Pritzker is going to try to run for president in 2028, and he doesn't want anything to happen in the GA that could be used as an albatross on his neck ...
The original sponsor of the 2015 anti-BDS law in the House, then Rep. (now Sen.) Sara Feigenholtz, D-Chicago, declined several requests for comment. However, when a 2022 Crain’s Chicago Business op-ed criticized Feigenholtz’s legislation, arguing it was “raising the specter of McCarthy-like scrutiny.” Feigenholtz issued a statement defending her law. “Israel is the singular democracy in the Middle East that has historically been a consistent ally to the United States,” Feigenholtz said at the time. “Boycotts of Israel, like Ben & Jerry’s/Unilever, are intended to harm and weaken Israel.” She added, “No one’s free speech is curtailed.” Ben and Jerry’s co-founders Bennett Cohen and Jerry Greenfield, who no longer run the company, denied the boycott was anti-Israel or antisemitic in a 2021 op-ed. They said it was merely a rejection of Israeli policy, and that Ben and Jerry’s was in fact advancing justice and human rights, both “core tenets of Judaism.” Given the controversy surrounding the Israeli-Palestinian divide, many political obstacles to these current bills passing will probably remain next year. Politicians are less likely to discuss controversial issues like the BDS movement when there’s a supermajority of one party — in Illinois’ case, Democrats — for fear of factionalizing, said Ryan Burge, a political science professor at Eastern Illinois University. Even if a repeal of the anti-BDS law makes it through the legislature, Gov. JB Pritzker may still be an obstacle, Burge added. “Pritzker is going to try to run for president in 2028, and he doesn't want anything to happen in the GA that could be used as an albatross on his neck when he runs for the primary in a couple years,” Burge said.
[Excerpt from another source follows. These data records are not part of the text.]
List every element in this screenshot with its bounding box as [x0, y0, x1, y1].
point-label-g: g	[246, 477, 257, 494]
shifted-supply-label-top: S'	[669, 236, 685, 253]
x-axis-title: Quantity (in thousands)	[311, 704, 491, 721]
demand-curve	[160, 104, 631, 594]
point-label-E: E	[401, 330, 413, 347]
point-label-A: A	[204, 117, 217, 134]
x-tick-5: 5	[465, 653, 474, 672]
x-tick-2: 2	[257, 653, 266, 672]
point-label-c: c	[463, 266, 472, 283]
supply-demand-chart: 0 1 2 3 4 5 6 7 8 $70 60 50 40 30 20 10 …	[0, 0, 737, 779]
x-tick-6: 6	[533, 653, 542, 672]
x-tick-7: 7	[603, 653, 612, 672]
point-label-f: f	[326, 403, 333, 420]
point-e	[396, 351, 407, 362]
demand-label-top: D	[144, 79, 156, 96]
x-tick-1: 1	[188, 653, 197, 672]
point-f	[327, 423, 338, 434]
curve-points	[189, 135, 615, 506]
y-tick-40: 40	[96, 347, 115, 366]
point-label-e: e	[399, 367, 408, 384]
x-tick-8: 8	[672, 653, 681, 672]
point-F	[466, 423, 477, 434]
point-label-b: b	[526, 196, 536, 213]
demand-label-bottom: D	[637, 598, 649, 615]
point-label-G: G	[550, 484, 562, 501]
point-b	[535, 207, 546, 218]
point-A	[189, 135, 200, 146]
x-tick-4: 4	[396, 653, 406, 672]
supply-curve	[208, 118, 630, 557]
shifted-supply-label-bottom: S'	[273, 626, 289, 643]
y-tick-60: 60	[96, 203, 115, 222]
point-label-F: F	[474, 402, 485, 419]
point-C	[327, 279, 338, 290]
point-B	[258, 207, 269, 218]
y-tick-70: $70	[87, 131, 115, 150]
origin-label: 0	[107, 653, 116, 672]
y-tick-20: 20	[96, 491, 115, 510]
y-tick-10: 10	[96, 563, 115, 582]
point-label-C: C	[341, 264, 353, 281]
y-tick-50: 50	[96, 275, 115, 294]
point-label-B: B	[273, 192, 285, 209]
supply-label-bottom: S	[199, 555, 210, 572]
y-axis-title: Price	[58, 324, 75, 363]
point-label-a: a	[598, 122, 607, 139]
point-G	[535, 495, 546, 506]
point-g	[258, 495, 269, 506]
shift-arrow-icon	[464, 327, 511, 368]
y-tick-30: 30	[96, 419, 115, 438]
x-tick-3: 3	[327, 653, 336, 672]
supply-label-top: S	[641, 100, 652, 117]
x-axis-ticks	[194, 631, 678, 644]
Should anti-BDS legislation reach Pritzker’s desk, “The Governor will carefully review this piece of legislation,” the governor’s press secretary, Alex Gough, said in an email. “It’s impossible to tell if this bill will ever pass, and the reason for that is it's impossible to predict where the Israeli and Palestinian war will be next year,” Simpson said. “I don't know, if Israel does carry through on its threats to move all the Palestinians out of Gaza and to permanently take control, that might provide enough anger to cause it to pass. But it is just predicting.”
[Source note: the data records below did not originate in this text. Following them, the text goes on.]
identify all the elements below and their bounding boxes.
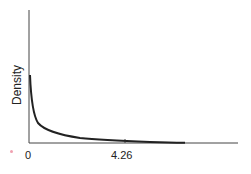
x-tick-label-4.26: 4.26: [111, 149, 132, 161]
y-axis-label: Density: [10, 60, 24, 110]
x-tick-label-0: 0: [25, 149, 31, 161]
density-curve: [30, 75, 185, 143]
density-plot: [0, 0, 251, 174]
decorative-dot: [10, 150, 13, 153]
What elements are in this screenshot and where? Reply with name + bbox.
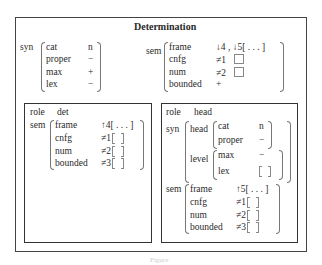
sem-attr-cnfg: cnfg	[169, 54, 186, 65]
sem-val-frame: ↑5[ . . . ]	[236, 184, 268, 195]
level-val-max: −	[259, 150, 264, 161]
sem-bracket-left	[185, 184, 189, 234]
sem-attr-frame: frame	[169, 42, 191, 53]
syn-val-lex: −	[88, 79, 93, 90]
sem-attr-num: num	[190, 210, 207, 221]
sem-val-cnfg: ≠1	[236, 197, 259, 208]
level-bracket-right	[279, 150, 283, 180]
empty-bracket-icon	[112, 133, 124, 143]
sem-val-num: ≠2	[216, 67, 244, 79]
empty-box-icon	[234, 67, 244, 77]
syn-val-proper: −	[88, 54, 93, 65]
construction-title: Determination	[134, 21, 196, 32]
sem-bracket-left	[50, 120, 54, 170]
role-label: role	[30, 107, 45, 118]
level-bracket-left	[213, 150, 217, 180]
head-label: head	[190, 124, 208, 135]
role-value-det: det	[57, 107, 69, 118]
sem-attr-bounded: bounded	[169, 79, 202, 90]
sem-label: sem	[30, 120, 45, 131]
head-val-proper: −	[259, 135, 264, 146]
sem-val-cnfg: ≠1	[101, 133, 124, 144]
syn-bracket-left	[185, 121, 189, 183]
level-attr-lex: lex	[218, 166, 230, 177]
syn-val-cat: n	[88, 42, 93, 53]
sem-attr-cnfg: cnfg	[190, 197, 207, 208]
sem-val-frame: ↓4 , ↓5[ . . . ]	[216, 42, 265, 53]
sem-attr-bounded: bounded	[190, 222, 223, 233]
head-bracket-left	[213, 121, 217, 149]
sem-val-cnfg: ≠1	[216, 54, 244, 66]
figure-caption: Figure	[150, 256, 168, 264]
syn-attr-proper: proper	[46, 54, 71, 65]
empty-bracket-icon	[247, 222, 259, 232]
syn-label: syn	[20, 42, 33, 53]
syn-bracket-right	[97, 42, 101, 92]
head-attr-proper: proper	[218, 135, 243, 146]
role-value-head: head	[194, 107, 212, 118]
empty-box-icon	[234, 54, 244, 64]
empty-bracket-icon	[112, 158, 124, 168]
sem-label: sem	[146, 46, 161, 57]
sem-bracket-left	[164, 42, 168, 92]
sem-val-frame: ↑4[ . . . ]	[101, 120, 133, 131]
empty-bracket-icon	[247, 197, 259, 207]
syn-val-max: +	[88, 67, 93, 78]
syn-bracket-right	[287, 121, 291, 183]
head-val-cat: n	[259, 121, 264, 132]
level-attr-max: max	[218, 150, 234, 161]
head-attr-cat: cat	[218, 121, 229, 132]
head-bracket-right	[268, 121, 272, 149]
sem-val-bounded: ≠3	[236, 222, 259, 233]
syn-bracket-left	[41, 42, 45, 92]
sem-attr-cnfg: cnfg	[55, 133, 72, 144]
syn-attr-cat: cat	[46, 42, 57, 53]
sem-val-num: ≠2	[101, 146, 124, 157]
sem-bracket-right	[276, 184, 280, 234]
empty-bracket-icon	[259, 166, 271, 176]
sem-val-bounded: ≠3	[101, 158, 124, 169]
sem-val-num: ≠2	[236, 210, 259, 221]
sem-attr-bounded: bounded	[55, 158, 88, 169]
sem-attr-num: num	[169, 67, 186, 78]
sem-bracket-right	[280, 42, 284, 92]
syn-attr-max: max	[46, 67, 62, 78]
sem-attr-num: num	[55, 146, 72, 157]
sem-attr-frame: frame	[190, 184, 212, 195]
empty-bracket-icon	[247, 210, 259, 220]
level-val-lex	[258, 166, 271, 177]
sem-attr-frame: frame	[55, 120, 77, 131]
syn-attr-lex: lex	[46, 79, 58, 90]
sem-bracket-right	[140, 120, 144, 170]
sem-label: sem	[166, 184, 181, 195]
role-label: role	[166, 107, 181, 118]
sem-val-bounded: +	[216, 79, 221, 90]
empty-bracket-icon	[112, 146, 124, 156]
syn-label: syn	[166, 124, 179, 135]
level-label: level	[190, 154, 208, 165]
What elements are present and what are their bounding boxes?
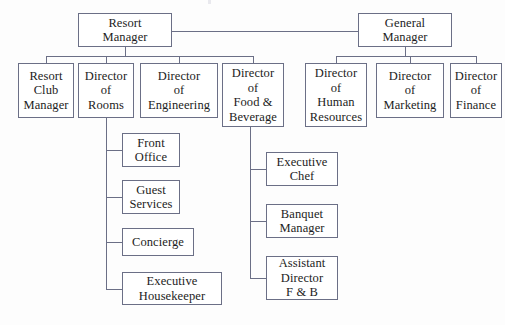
org-node-label-line: Resources: [310, 110, 362, 125]
connector-rooms-arm-2: [106, 197, 122, 198]
org-chart-canvas: ResortManagerGeneralManagerResortClubMan…: [0, 0, 505, 325]
org-node-resort-manager[interactable]: ResortManager: [78, 13, 172, 47]
org-node-front-office[interactable]: FrontOffice: [122, 133, 180, 167]
connector-left-bus-h: [46, 56, 253, 57]
org-node-label-line: Director: [281, 271, 323, 286]
org-node-label-line: Office: [135, 150, 167, 165]
org-node-label-line: General: [385, 16, 425, 31]
connector-left-drop-1: [46, 56, 47, 63]
org-node-executive-chef[interactable]: ExecutiveChef: [266, 152, 338, 186]
org-node-label-line: Front: [137, 136, 165, 151]
org-node-label-line: Food &: [233, 95, 272, 110]
connector-peer-link: [172, 31, 358, 32]
connector-left-trunk-v: [125, 47, 126, 56]
org-node-label-line: Housekeeper: [139, 289, 205, 304]
org-node-label-line: Human: [317, 95, 354, 110]
org-node-label-line: Banquet: [281, 207, 323, 222]
org-node-label-line: of: [331, 81, 342, 96]
org-node-label-line: Director: [85, 69, 127, 84]
org-node-label-line: Manager: [382, 30, 427, 45]
connector-fb-spine: [250, 127, 251, 278]
connector-right-drop-3: [476, 56, 477, 63]
org-node-label-line: of: [174, 83, 185, 98]
connector-rooms-arm-4: [106, 289, 122, 290]
org-node-director-of-rooms[interactable]: DirectorofRooms: [78, 63, 134, 118]
connector-fb-arm-1: [250, 169, 266, 170]
connector-rooms-arm-3: [106, 242, 122, 243]
scan-artifact: [208, 0, 211, 4]
connector-right-trunk-v: [405, 47, 406, 56]
org-node-label-line: Guest: [136, 183, 166, 198]
connector-left-drop-2: [106, 56, 107, 63]
org-node-label-line: Concierge: [132, 235, 184, 250]
org-node-label-line: Marketing: [384, 98, 437, 113]
org-node-label-line: Beverage: [229, 110, 277, 125]
connector-left-drop-4: [253, 56, 254, 63]
org-node-label-line: Resort: [29, 69, 62, 84]
connector-rooms-spine: [106, 118, 107, 290]
org-node-label-line: Engineering: [148, 98, 210, 113]
org-node-label-line: Manager: [279, 221, 324, 236]
org-node-executive-housekeeper[interactable]: ExecutiveHousekeeper: [122, 272, 222, 305]
org-node-general-manager[interactable]: GeneralManager: [358, 13, 452, 47]
org-node-label-line: Manager: [102, 30, 147, 45]
connector-fb-arm-2: [250, 221, 266, 222]
org-node-label-line: Director: [315, 66, 357, 81]
org-node-label-line: F & B: [286, 285, 318, 300]
org-node-label-line: Resort: [108, 16, 141, 31]
org-node-label-line: Director: [455, 69, 497, 84]
org-node-label-line: of: [471, 83, 482, 98]
org-node-concierge[interactable]: Concierge: [122, 228, 194, 256]
org-node-label-line: Assistant: [279, 256, 326, 271]
org-node-label-line: Director: [232, 66, 274, 81]
connector-right-bus-h: [336, 56, 476, 57]
connector-fb-arm-3: [250, 278, 266, 279]
org-node-label-line: of: [405, 83, 416, 98]
org-node-label-line: of: [101, 83, 112, 98]
org-node-label-line: Finance: [456, 98, 496, 113]
org-node-director-of-marketing[interactable]: DirectorofMarketing: [376, 63, 444, 118]
org-node-label-line: of: [248, 81, 259, 96]
org-node-banquet-manager[interactable]: BanquetManager: [266, 204, 338, 238]
org-node-director-of-engineering[interactable]: DirectorofEngineering: [140, 63, 218, 118]
connector-left-drop-3: [179, 56, 180, 63]
org-node-label-line: Rooms: [88, 98, 124, 113]
org-node-resort-club-manager[interactable]: ResortClubManager: [18, 63, 74, 118]
org-node-director-of-food-beverage[interactable]: DirectorofFood &Beverage: [222, 63, 284, 127]
org-node-director-of-human-resources[interactable]: DirectorofHumanResources: [305, 63, 367, 127]
org-node-director-of-finance[interactable]: DirectorofFinance: [450, 63, 502, 118]
org-node-label-line: Club: [34, 83, 59, 98]
org-node-label-line: Chef: [290, 169, 315, 184]
org-node-label-line: Manager: [23, 98, 68, 113]
connector-right-drop-1: [336, 56, 337, 63]
connector-right-drop-2: [410, 56, 411, 63]
connector-rooms-arm-1: [106, 150, 122, 151]
org-node-assistant-director-fb[interactable]: AssistantDirectorF & B: [266, 256, 338, 300]
org-node-guest-services[interactable]: GuestServices: [122, 180, 180, 214]
org-node-label-line: Executive: [147, 274, 198, 289]
org-node-label-line: Director: [389, 69, 431, 84]
org-node-label-line: Services: [129, 197, 172, 212]
org-node-label-line: Executive: [277, 155, 328, 170]
org-node-label-line: Director: [158, 69, 200, 84]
Simon Carr and Sonya Dymova are students in journalism with Northwestern University’s Medill School of Journalism, Media, Integrated Marketing Communications, and are fellows in its Medill Illinois News Bureau working in partnership with Capitol News Illinois.
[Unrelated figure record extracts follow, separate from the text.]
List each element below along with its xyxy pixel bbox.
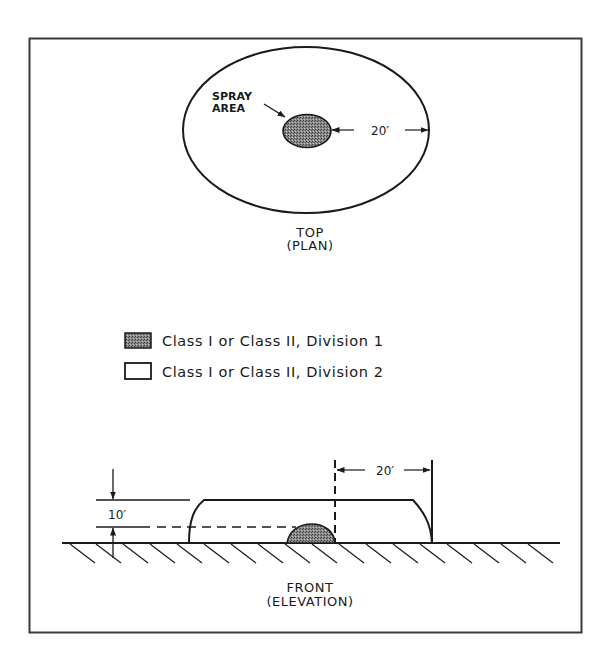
legend: Class I or Class II, Division 1 Class I … bbox=[125, 333, 384, 380]
height-dimension-label: 10′ bbox=[108, 508, 126, 522]
top-plan-view: SPRAY AREA 20′ TOP (PLAN) bbox=[183, 47, 429, 253]
front-view-subtitle: (ELEVATION) bbox=[267, 594, 354, 609]
radius-dimension-label: 20′ bbox=[371, 124, 389, 138]
legend-label-division1: Class I or Class II, Division 1 bbox=[162, 333, 384, 349]
top-view-subtitle: (PLAN) bbox=[286, 238, 333, 253]
legend-swatch-division2 bbox=[125, 363, 151, 379]
front-elevation-view: 20′ 10′ FRONT (ELEVATION) bbox=[62, 460, 560, 609]
spray-area-classification-diagram: SPRAY AREA 20′ TOP (PLAN) Class I or Cla… bbox=[0, 0, 605, 651]
spray-pointer-arrow bbox=[264, 104, 285, 117]
horizontal-dimension-label: 20′ bbox=[376, 464, 394, 478]
ground-hatching bbox=[70, 544, 553, 563]
legend-label-division2: Class I or Class II, Division 2 bbox=[162, 364, 384, 380]
front-view-title: FRONT bbox=[287, 580, 334, 595]
legend-swatch-division1 bbox=[125, 333, 151, 348]
spray-area-blob bbox=[283, 115, 331, 148]
spray-label-line2: AREA bbox=[212, 102, 245, 115]
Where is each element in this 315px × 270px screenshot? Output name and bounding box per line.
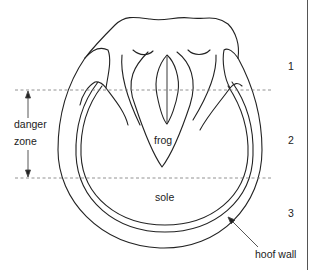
danger-arrow-down-head: [26, 170, 31, 177]
frog-label: frog: [154, 134, 172, 146]
hoof-wall-label: hoof wall: [255, 248, 296, 260]
danger-zone-label-line2: zone: [14, 135, 37, 147]
hoof-wall-pointer-shaft: [232, 221, 258, 247]
sole-label: sole: [155, 191, 174, 203]
zone-number-1: 1: [288, 60, 294, 72]
danger-zone-label-line1: danger: [14, 118, 47, 130]
white-line-inner: [81, 86, 248, 225]
hoof-diagram: danger zone frog sole hoof wall 1 2 3: [0, 0, 315, 270]
zone-number-2: 2: [288, 134, 294, 146]
right-border-line: [307, 0, 308, 270]
frog-outline: [131, 52, 193, 167]
danger-arrow-up-head: [26, 91, 31, 98]
white-line-outer: [76, 82, 253, 232]
heel-bulbs-outline: [85, 17, 239, 58]
zone-number-3: 3: [288, 207, 294, 219]
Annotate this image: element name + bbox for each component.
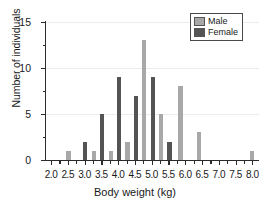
x-tick-minor — [227, 160, 228, 164]
bar-male — [159, 114, 163, 160]
plot-area: 051015 2.02.53.03.54.04.55.05.56.06.57.0… — [46, 22, 259, 160]
bar-female — [100, 114, 104, 160]
x-tick-minor — [59, 160, 60, 164]
histogram-figure: Number of individuals 051015 2.02.53.03.… — [0, 0, 270, 208]
bar-male — [125, 142, 129, 160]
x-tick-label: 4.0 — [112, 169, 125, 180]
bar-male — [142, 40, 146, 160]
bar-male — [250, 151, 254, 160]
bar-male — [109, 151, 113, 160]
x-tick-label: 6.0 — [179, 169, 192, 180]
x-tick-minor — [244, 160, 245, 164]
legend-swatch-female-icon — [194, 28, 205, 37]
chart-legend: Male Female — [190, 13, 243, 41]
x-tick-label: 4.5 — [129, 169, 142, 180]
y-tick — [41, 22, 46, 23]
x-tick-label: 5.5 — [162, 169, 175, 180]
y-tick — [41, 160, 46, 161]
bar-female — [167, 142, 171, 160]
x-tick-minor — [143, 160, 144, 164]
x-tick-minor — [194, 160, 195, 164]
y-tick-label: 0 — [5, 154, 31, 166]
y-tick-minor — [43, 137, 47, 138]
gridline — [46, 68, 259, 69]
x-tick — [51, 160, 52, 165]
x-tick-label: 6.5 — [196, 169, 209, 180]
x-tick — [219, 160, 220, 165]
x-tick-label: 3.0 — [78, 169, 91, 180]
x-tick-label: 8.0 — [246, 169, 259, 180]
y-tick-minor — [43, 45, 47, 46]
legend-swatch-male-icon — [194, 17, 205, 26]
x-tick — [236, 160, 237, 165]
x-tick — [135, 160, 136, 165]
x-tick-label: 7.5 — [229, 169, 242, 180]
x-tick-label: 3.5 — [95, 169, 108, 180]
y-tick-label: 10 — [5, 62, 31, 74]
x-tick-label: 2.0 — [45, 169, 58, 180]
x-tick — [252, 160, 253, 165]
x-tick-minor — [76, 160, 77, 164]
y-tick-minor — [43, 91, 47, 92]
bar-male — [92, 151, 96, 160]
x-tick-minor — [210, 160, 211, 164]
y-tick-label: 5 — [5, 108, 31, 120]
x-tick — [185, 160, 186, 165]
y-tick — [41, 114, 46, 115]
bar-male — [197, 132, 201, 160]
y-tick-label: 15 — [5, 16, 31, 28]
y-tick — [41, 68, 46, 69]
x-tick — [118, 160, 119, 165]
x-tick-minor — [110, 160, 111, 164]
x-tick — [101, 160, 102, 165]
bar-male — [178, 86, 182, 160]
legend-item-male: Male — [194, 17, 238, 27]
x-tick-label: 7.0 — [212, 169, 225, 180]
x-tick-minor — [127, 160, 128, 164]
x-tick — [168, 160, 169, 165]
x-tick — [85, 160, 86, 165]
bar-female — [117, 77, 121, 160]
x-tick — [152, 160, 153, 165]
bar-male — [66, 151, 70, 160]
bar-female — [134, 96, 138, 160]
x-tick — [202, 160, 203, 165]
bar-female — [151, 77, 155, 160]
x-tick-minor — [177, 160, 178, 164]
x-tick-minor — [160, 160, 161, 164]
bar-female — [83, 142, 87, 160]
legend-label-female: Female — [208, 28, 238, 37]
legend-item-female: Female — [194, 27, 238, 37]
legend-label-male: Male — [208, 17, 228, 26]
x-tick-label: 2.5 — [61, 169, 74, 180]
x-axis-title: Body weight (kg) — [0, 186, 270, 198]
x-tick — [68, 160, 69, 165]
x-tick-minor — [93, 160, 94, 164]
x-tick-label: 5.0 — [145, 169, 158, 180]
Capitol News Illinois is a nonprofit, nonpartisan news service that distributes state government coverage to hundreds of news outlets statewide. It is funded primarily by the Illinois Press Foundation and the Robert R. McCormick Foundation.
Editor's Note:
This story has been updated to include a comment from Sen. Mike Porfirio that was received before publish and inadvertently omitted from a previous version. Capitol News Illinois regrets the error.
This story has been updated to include a comment from Sen. Mike Porfirio that was received before publish and inadvertently omitted from a previous version. Capitol News Illinois regrets the error.